This section of the book is from "The Complete Herbalist" by Dr. O. Phelps Brown. Also available from Amazon: The Complete Herbalist: The People Their Own Physicians By The Use Of Nature's Remedies.
This is a nervous condition confined to females, though well marked cases of hysteria are occasionally met with in males. The invasion of the disease is sudden and irregular, but in many cases decidedly periodical. The principal characteristics consist in alternate fits of weeping and laughing, with a sensation as if a ball was rolling towards the stomach, chest, and neck, producing a sense of strangulation. Consciousness is lost in violent cases, but it remains clear as a general thing, which distinguishes it from epilepsy. It is dependent upon irregularity of nervous distribution in very impressible persons.
TREATMENT. -- During the paroxysms, the feet should be placed in warm water, and a hot mustard plaster applied to the lower part of the abdomen. A decoction of equal parts of ladies'-slipper and scull-cap should be given until the spasm subsides. A tea made of ginger and bayberry, the tincture of castor, and assafoetida, are also good. The state of the womb should receive attention, and if dependent upon indigestion and constipation, tonics and laxatives are the proper remedies. I have never met with the annoyance or difficulty in the treatment of this disease that so many practitioners speak of, but regard the disease as easy of cure.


● WHAT THIS TASK INVOLVES: Each entry should be printed exactly, with its images omitted.

-------------------------

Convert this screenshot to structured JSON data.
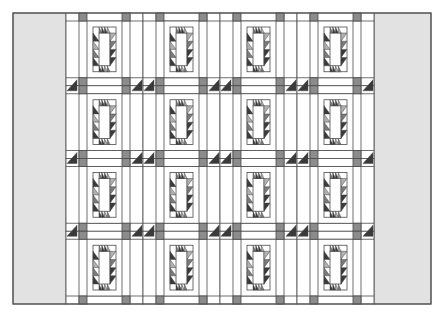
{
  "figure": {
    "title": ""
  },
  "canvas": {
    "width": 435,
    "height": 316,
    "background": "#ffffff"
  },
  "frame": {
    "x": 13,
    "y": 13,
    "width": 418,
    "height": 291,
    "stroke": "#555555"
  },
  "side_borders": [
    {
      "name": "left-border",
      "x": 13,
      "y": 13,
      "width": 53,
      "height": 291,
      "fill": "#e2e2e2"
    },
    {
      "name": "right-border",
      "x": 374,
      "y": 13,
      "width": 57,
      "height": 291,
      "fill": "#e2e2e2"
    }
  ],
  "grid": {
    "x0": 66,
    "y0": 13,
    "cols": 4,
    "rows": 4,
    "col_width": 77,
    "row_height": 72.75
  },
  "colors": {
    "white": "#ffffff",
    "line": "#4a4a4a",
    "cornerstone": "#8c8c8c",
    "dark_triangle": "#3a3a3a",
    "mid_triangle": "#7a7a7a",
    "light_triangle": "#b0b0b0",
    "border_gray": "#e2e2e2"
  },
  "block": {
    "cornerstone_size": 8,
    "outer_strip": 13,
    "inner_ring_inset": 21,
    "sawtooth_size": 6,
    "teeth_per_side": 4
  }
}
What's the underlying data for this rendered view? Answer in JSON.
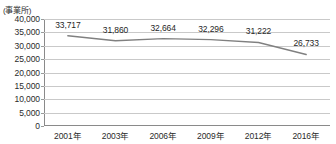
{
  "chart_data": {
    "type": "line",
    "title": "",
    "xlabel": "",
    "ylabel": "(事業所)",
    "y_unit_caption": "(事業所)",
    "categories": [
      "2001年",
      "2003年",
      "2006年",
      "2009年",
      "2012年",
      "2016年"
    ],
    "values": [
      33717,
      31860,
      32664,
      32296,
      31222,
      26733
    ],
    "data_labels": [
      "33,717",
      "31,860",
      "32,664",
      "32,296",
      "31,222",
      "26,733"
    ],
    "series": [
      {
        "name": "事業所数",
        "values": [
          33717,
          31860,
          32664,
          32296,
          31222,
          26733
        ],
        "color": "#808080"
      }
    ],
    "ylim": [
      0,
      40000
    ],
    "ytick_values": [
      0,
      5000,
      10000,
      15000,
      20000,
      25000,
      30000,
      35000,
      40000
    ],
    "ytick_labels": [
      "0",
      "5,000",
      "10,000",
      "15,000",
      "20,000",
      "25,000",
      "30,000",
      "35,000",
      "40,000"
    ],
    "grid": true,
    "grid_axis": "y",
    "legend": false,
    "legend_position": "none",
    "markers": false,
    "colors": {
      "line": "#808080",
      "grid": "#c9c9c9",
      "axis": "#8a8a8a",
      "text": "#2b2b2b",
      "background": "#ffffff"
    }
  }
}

-------------------------

● ANSWER SPACE:
Convert this screenshot to structured JSON data.
{
  "figure": {
    "title": ""
  },
  "canvas": {
    "width": 435,
    "height": 316,
    "background": "#ffffff"
  },
  "frame": {
    "x": 13,
    "y": 13,
    "width": 418,
    "height": 291,
    "stroke": "#555555"
  },
  "side_borders": [
    {
      "name": "left-border",
      "x": 13,
      "y": 13,
      "width": 53,
      "height": 291,
      "fill": "#e2e2e2"
    },
    {
      "name": "right-border",
      "x": 374,
      "y": 13,
      "width": 57,
      "height": 291,
      "fill": "#e2e2e2"
    }
  ],
  "grid": {
    "x0": 66,
    "y0": 13,
    "cols": 4,
    "rows": 4,
    "col_width": 77,
    "row_height": 72.75
  },
  "colors": {
    "white": "#ffffff",
    "line": "#4a4a4a",
    "cornerstone": "#8c8c8c",
    "dark_triangle": "#3a3a3a",
    "mid_triangle": "#7a7a7a",
    "light_triangle": "#b0b0b0",
    "border_gray": "#e2e2e2"
  },
  "block": {
    "cornerstone_size": 8,
    "outer_strip": 13,
    "inner_ring_inset": 21,
    "sawtooth_size": 6,
    "teeth_per_side": 4
  }
}
What's the underlying data for this rendered view? Answer in JSON.
{
  "chart_data": {
    "type": "line",
    "title": "",
    "xlabel": "",
    "ylabel": "(事業所)",
    "y_unit_caption": "(事業所)",
    "categories": [
      "2001年",
      "2003年",
      "2006年",
      "2009年",
      "2012年",
      "2016年"
    ],
    "values": [
      33717,
      31860,
      32664,
      32296,
      31222,
      26733
    ],
    "data_labels": [
      "33,717",
      "31,860",
      "32,664",
      "32,296",
      "31,222",
      "26,733"
    ],
    "series": [
      {
        "name": "事業所数",
        "values": [
          33717,
          31860,
          32664,
          32296,
          31222,
          26733
        ],
        "color": "#808080"
      }
    ],
    "ylim": [
      0,
      40000
    ],
    "ytick_values": [
      0,
      5000,
      10000,
      15000,
      20000,
      25000,
      30000,
      35000,
      40000
    ],
    "ytick_labels": [
      "0",
      "5,000",
      "10,000",
      "15,000",
      "20,000",
      "25,000",
      "30,000",
      "35,000",
      "40,000"
    ],
    "grid": true,
    "grid_axis": "y",
    "legend": false,
    "legend_position": "none",
    "markers": false,
    "colors": {
      "line": "#808080",
      "grid": "#c9c9c9",
      "axis": "#8a8a8a",
      "text": "#2b2b2b",
      "background": "#ffffff"
    }
  }
}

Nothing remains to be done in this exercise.